_Task brief_. Could you return each line below without altering a word?

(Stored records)
____________

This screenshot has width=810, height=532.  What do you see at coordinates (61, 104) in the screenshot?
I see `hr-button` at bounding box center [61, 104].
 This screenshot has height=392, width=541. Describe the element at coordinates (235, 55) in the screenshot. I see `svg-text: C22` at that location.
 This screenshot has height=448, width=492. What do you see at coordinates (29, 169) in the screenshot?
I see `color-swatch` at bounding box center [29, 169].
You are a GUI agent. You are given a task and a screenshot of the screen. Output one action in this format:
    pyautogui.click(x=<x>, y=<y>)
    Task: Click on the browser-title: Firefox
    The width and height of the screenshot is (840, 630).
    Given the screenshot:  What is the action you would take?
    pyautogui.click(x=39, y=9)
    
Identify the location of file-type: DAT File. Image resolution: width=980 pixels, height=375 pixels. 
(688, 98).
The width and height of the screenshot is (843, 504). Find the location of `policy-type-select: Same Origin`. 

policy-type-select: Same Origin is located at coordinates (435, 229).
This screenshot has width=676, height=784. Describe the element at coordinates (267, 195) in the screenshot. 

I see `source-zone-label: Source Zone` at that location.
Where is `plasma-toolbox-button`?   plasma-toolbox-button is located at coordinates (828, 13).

____________

_Problem solution_.
This screenshot has width=810, height=532.  What do you see at coordinates (61, 104) in the screenshot?
I see `hr-button` at bounding box center [61, 104].
 This screenshot has height=392, width=541. Describe the element at coordinates (235, 55) in the screenshot. I see `svg-text: C22` at that location.
 This screenshot has height=448, width=492. What do you see at coordinates (29, 169) in the screenshot?
I see `color-swatch` at bounding box center [29, 169].
You are a GUI agent. You are given a task and a screenshot of the screen. Output one action in this format:
    pyautogui.click(x=<x>, y=<y>)
    Task: Click on the browser-title: Firefox
    The width and height of the screenshot is (840, 630).
    Given the screenshot:  What is the action you would take?
    pyautogui.click(x=39, y=9)
    
Identify the location of file-type: DAT File. Image resolution: width=980 pixels, height=375 pixels. 
(688, 98).
The width and height of the screenshot is (843, 504). Find the location of `policy-type-select: Same Origin`. 

policy-type-select: Same Origin is located at coordinates (435, 229).
This screenshot has width=676, height=784. Describe the element at coordinates (267, 195) in the screenshot. 

I see `source-zone-label: Source Zone` at that location.
Where is `plasma-toolbox-button`?   plasma-toolbox-button is located at coordinates (828, 13).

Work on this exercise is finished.